Reconstructing the boa constrictors’ rib movements, it was clear that the animals were able to control the movements of ribs in different portions of the rib cage independently. When the boa constrictors were gripped by the blood pressure cuff a third of the way along the body, the animals breathed using the ribs further back, swinging the ribs backward while tipping them up to draw air into the lungs. However, when the ribs toward the rear of the lung were constricted, the snakes breathed using the ribs closer to the head. In fact, the ribs at the far end of the lung only moved when the forward ribs were gripped, drawing air deep into the region, even though it has a poor blood supply and does not provide the body with oxygen. The far end of the lung, was behaving like a bellows, pulling air through the front section of the lung when it could no longer breathe for itself.

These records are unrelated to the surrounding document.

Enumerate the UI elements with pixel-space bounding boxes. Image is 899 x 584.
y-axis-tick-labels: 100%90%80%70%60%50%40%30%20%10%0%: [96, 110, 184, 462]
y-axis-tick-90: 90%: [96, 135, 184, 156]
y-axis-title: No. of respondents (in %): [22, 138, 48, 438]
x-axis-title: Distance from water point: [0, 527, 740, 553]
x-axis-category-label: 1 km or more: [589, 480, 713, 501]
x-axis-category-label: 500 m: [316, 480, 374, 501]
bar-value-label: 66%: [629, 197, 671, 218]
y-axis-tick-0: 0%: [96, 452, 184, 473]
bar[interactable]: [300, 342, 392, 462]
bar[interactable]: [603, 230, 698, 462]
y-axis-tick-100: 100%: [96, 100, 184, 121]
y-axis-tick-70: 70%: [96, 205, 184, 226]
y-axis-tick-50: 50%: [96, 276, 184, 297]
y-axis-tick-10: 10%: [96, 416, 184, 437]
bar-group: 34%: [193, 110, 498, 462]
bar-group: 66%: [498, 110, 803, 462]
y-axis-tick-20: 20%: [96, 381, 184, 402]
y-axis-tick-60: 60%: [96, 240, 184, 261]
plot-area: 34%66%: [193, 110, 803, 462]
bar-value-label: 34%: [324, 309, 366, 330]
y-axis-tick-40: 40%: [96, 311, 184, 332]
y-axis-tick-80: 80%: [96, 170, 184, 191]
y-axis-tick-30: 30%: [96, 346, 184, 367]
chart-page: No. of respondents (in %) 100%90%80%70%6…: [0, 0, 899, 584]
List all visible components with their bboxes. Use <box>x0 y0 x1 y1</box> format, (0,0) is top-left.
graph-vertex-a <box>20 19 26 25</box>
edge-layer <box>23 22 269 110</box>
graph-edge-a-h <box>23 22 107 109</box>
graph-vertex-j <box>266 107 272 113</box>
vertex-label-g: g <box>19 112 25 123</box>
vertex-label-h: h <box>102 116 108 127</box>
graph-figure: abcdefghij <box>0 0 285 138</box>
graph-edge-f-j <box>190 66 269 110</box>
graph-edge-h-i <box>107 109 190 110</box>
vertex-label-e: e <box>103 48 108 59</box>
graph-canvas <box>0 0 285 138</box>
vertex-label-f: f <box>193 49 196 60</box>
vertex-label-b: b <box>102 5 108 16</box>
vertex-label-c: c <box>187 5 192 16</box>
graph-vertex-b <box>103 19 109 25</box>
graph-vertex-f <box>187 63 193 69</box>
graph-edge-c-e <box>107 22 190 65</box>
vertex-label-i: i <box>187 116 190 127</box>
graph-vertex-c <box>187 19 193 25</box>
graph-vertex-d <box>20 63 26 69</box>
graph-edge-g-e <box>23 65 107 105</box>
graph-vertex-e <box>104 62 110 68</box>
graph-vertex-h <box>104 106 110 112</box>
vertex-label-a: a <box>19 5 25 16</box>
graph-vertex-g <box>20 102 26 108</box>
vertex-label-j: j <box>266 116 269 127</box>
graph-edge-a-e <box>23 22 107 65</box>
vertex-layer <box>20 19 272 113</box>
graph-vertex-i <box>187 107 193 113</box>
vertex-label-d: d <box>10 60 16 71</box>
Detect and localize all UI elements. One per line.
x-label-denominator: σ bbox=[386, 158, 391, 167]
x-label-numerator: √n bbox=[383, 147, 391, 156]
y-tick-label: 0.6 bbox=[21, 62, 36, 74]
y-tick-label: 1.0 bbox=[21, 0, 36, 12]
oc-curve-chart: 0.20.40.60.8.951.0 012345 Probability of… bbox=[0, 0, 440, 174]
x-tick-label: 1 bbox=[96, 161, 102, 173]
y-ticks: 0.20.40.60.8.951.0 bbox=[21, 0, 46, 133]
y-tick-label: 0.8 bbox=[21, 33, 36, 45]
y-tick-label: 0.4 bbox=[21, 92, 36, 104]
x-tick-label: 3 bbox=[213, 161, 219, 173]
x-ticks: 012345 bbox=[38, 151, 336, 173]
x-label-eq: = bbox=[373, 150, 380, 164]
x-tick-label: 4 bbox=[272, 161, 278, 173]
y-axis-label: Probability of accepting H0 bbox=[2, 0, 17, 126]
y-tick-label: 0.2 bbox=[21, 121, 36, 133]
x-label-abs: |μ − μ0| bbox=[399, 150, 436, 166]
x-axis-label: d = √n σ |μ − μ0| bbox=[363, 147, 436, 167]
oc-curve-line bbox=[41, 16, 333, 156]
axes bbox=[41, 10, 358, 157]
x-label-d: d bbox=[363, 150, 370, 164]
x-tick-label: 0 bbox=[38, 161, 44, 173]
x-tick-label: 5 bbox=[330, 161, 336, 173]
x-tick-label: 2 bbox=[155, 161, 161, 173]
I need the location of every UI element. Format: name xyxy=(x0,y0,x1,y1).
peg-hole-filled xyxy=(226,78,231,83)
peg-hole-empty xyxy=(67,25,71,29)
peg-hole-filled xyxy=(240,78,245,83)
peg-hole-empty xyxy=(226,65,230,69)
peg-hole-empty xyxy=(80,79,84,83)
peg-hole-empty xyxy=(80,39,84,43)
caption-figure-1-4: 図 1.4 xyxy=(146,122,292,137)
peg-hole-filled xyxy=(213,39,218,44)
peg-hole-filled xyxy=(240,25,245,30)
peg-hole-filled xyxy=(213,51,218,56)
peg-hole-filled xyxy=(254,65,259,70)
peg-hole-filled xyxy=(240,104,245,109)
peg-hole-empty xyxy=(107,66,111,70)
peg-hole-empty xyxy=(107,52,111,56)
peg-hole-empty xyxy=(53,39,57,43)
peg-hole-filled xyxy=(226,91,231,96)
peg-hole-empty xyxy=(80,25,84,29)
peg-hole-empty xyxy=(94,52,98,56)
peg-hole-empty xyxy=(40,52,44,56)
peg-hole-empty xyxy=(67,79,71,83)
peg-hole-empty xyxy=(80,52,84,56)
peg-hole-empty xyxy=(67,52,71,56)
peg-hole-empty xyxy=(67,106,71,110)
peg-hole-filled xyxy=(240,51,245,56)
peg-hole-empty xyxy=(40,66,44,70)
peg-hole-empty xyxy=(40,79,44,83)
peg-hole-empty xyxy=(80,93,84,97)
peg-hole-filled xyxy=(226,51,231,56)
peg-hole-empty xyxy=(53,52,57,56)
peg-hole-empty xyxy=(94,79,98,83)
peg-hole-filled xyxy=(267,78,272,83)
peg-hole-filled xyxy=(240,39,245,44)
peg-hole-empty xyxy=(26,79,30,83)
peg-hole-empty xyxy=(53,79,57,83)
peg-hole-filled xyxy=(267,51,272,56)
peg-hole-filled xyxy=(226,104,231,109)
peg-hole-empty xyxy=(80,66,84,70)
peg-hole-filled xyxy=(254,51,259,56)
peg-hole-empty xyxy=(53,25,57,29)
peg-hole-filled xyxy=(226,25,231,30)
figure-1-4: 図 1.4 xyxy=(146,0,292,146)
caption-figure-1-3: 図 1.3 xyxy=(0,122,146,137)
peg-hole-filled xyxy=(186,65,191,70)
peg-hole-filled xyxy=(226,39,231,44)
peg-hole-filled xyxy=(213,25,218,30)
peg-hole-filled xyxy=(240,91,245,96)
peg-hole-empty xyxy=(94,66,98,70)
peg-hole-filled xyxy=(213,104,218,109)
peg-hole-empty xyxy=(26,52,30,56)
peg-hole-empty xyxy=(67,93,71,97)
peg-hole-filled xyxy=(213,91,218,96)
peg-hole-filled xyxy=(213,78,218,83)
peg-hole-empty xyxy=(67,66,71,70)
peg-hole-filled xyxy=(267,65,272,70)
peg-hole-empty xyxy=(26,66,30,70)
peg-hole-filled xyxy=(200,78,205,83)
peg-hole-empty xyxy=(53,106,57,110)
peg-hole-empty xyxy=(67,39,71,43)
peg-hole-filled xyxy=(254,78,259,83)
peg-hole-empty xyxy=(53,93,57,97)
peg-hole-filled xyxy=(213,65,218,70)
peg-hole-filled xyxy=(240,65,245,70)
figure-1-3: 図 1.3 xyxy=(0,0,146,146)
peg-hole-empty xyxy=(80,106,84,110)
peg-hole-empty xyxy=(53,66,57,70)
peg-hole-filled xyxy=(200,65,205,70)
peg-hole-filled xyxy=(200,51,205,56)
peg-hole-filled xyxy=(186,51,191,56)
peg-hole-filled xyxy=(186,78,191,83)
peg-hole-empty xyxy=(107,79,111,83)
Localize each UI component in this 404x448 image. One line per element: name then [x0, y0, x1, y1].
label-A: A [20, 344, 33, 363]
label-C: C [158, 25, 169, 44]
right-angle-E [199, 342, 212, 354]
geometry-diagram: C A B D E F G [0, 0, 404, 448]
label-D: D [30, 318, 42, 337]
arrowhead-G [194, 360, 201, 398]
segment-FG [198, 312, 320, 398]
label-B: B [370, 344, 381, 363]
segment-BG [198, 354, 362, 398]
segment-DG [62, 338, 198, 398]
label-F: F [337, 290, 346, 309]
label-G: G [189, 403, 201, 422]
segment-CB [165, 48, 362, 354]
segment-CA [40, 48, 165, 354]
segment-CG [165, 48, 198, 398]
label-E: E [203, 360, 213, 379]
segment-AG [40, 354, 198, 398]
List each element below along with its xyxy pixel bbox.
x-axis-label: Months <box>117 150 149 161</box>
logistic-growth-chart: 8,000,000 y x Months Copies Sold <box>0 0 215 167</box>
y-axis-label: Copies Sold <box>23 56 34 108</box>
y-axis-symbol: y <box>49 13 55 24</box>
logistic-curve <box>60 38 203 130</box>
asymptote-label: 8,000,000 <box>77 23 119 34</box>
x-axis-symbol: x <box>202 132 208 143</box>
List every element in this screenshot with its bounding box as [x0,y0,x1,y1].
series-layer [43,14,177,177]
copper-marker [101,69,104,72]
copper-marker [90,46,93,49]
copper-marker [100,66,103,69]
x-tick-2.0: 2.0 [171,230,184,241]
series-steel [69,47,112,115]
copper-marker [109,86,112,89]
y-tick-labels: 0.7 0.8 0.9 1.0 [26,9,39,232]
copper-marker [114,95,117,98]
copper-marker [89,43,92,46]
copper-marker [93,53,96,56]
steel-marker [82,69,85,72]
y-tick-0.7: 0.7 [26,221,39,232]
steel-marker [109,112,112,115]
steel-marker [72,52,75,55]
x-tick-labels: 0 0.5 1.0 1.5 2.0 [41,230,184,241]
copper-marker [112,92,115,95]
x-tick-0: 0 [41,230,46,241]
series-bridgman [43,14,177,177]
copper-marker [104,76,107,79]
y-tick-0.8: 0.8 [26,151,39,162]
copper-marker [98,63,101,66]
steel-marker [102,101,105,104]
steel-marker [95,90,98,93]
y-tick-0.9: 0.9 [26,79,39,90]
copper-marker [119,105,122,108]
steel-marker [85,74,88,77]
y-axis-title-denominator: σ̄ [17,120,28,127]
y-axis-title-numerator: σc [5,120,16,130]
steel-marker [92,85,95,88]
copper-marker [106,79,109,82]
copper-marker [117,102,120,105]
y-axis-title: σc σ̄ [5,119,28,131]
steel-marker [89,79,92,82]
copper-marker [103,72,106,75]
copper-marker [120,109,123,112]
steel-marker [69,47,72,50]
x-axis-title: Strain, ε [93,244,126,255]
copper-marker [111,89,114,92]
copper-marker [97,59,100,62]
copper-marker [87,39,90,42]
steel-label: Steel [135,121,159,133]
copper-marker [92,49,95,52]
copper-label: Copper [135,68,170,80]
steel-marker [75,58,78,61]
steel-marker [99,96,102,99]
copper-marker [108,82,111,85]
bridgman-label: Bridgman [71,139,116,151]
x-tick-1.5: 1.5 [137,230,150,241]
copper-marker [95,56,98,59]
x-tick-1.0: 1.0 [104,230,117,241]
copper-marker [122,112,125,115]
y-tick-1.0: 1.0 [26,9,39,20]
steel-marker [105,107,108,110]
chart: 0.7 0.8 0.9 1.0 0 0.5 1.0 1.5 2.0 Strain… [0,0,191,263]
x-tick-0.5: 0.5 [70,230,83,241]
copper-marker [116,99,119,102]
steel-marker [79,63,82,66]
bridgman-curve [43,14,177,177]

In addition, Capano, Scott Boback and Charles Zwemer (both from Dickinson College, USA), filmed and recorded the nerve signals controlling the rib muscles when constricted by the blood pressure cuff, while Boback also filmed a snake with a GoPro as it dined, revealing that the ribs were not simply being held immobile. There were no nerve signals in the constricted muscles; the snakes had shifted to breathing by activating a different set of ribs further along the body.
As subduing and digesting a victim is one of the most energetic things these snakes can do, it was probably essential that they evolved the ability to adjust where they breathe before adopting their new rib-hindering lifestyle, to ensure that they didn’t suffocate themselves. ‘It would have been difficult for snakes to evolve those behaviours without the ability to breathe’, he concludes.